The threat to our ash resource cannot be overstated. Different ash species play important ecological and economic roles. White ash is a component of forest cover types from Maine to Florida and west from Minnesota to Texas. Green ash is common along riparian corridors, but its tolerance for a wide range of conditions led to widespread ornamental and urban use, ironically often to replace elms killed by Dutch elm disease. Native Americans use black ash, a more northerly species that will grow in poorly drained areas, for basket making. Waterfowl, songbirds and mammals feed on the innumerable seeds of ash. What American does not know that baseball bats are made from ash?

Eradication efforts have largely been abandoned. A pilot study to reduce the beetle?s impact is ongoing in the Upper Peninsula of Michigan. Called "Slow Ash Mortality" or "SLAM" it involves a 4-faceted approach. Infested trees are removed. Trap trees serve as sinks, removed before beetle emergence, rather than as detection tools. Large diameter hosts are thinned out to reduce available breeding material and finally insecticides may be used to protect uninfested trees. Research is underway to identify effective lures to simplify detection. Control agents from areas where the insect is native have been identified. Resistance mechanisms are being investigated. All of these will take time to develop and incorporate into a management program.
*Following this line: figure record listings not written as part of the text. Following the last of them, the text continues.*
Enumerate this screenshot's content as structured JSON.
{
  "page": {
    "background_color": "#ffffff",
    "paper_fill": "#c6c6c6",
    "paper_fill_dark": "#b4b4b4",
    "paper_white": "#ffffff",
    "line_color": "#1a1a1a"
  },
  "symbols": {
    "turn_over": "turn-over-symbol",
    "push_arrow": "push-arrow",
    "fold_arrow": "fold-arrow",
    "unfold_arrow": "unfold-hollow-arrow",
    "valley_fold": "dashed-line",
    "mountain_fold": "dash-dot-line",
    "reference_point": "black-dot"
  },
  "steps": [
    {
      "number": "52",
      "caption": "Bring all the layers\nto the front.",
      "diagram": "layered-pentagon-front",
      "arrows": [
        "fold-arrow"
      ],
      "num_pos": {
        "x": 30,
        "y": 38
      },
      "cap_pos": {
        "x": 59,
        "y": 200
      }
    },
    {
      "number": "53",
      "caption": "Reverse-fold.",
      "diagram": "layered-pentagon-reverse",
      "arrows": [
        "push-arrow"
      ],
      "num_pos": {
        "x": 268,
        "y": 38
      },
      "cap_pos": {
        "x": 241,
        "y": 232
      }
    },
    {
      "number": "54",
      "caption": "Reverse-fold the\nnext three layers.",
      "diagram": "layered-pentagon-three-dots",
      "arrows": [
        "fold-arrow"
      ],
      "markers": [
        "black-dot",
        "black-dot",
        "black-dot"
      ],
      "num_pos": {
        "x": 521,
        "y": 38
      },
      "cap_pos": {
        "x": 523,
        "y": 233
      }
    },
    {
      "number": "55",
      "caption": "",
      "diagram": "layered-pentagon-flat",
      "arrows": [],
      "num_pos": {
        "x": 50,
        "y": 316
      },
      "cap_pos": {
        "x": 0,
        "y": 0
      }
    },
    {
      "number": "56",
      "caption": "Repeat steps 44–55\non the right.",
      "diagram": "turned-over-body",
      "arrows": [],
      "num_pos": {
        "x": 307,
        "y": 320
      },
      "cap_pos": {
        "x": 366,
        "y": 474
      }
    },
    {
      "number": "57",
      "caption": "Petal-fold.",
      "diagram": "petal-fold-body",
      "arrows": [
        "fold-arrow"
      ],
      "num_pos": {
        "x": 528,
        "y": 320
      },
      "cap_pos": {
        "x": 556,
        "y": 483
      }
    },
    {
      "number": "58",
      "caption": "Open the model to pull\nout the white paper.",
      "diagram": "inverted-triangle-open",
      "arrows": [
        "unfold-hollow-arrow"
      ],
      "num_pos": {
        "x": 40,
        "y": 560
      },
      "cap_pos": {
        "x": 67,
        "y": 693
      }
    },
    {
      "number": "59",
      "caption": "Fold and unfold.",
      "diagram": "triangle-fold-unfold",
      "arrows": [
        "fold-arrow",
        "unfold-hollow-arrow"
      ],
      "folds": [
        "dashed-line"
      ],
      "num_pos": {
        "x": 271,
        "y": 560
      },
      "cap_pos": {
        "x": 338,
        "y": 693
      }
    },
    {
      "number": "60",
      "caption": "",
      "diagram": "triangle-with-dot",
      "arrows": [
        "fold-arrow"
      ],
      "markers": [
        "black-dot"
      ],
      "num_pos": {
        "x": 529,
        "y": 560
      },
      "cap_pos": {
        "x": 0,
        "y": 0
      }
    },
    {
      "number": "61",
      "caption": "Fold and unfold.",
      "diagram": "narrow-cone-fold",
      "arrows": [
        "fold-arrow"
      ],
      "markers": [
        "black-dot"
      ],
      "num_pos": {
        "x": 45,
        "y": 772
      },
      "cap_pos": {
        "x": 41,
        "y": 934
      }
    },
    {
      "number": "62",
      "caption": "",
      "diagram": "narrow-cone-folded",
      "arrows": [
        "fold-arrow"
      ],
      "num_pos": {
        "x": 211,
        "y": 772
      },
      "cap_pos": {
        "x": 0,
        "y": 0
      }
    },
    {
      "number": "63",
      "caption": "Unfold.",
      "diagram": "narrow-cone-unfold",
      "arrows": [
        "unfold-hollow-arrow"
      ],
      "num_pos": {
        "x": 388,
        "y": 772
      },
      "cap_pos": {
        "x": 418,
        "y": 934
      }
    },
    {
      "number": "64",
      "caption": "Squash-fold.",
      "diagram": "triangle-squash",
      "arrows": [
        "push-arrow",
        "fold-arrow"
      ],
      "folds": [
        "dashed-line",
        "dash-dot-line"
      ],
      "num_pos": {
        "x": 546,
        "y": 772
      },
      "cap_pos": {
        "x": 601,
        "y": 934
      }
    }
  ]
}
For now, when the beetle arrives, the landowner has few options. Individual, high value trees can be protected with an insecticide. These treatments have to be repeated regularly and should a beetle tree be located within a designated area and an eradication cut performed, the treated tree would be removed. Removal and utilization of ash, particularly larger diameter ash from woodlots retards population buildup because the larger the tree, the more beetles that tree is capable of feeding. Ash value, already diminished, will probably continue to shrink. Once the beetle arrives in New York options available to the forest owner will also shrink due to quarantine. The picture is bleak. Emerald ash borer continues to devastate ash in this country and it is headed our way.

For the reader interested in additional information:

Much more extensive management recommendations for the forest owner in New York State can be found at http://www.dec.ny.gov/animals/7253.html as well as links from that site.

The author wishes to thank Therese Poland of the USFS for all her help and for supplying images. This article, presented here with revisions to provide more up-to-date information, first appeared in The New York Forest Owner 45(1): 16-17.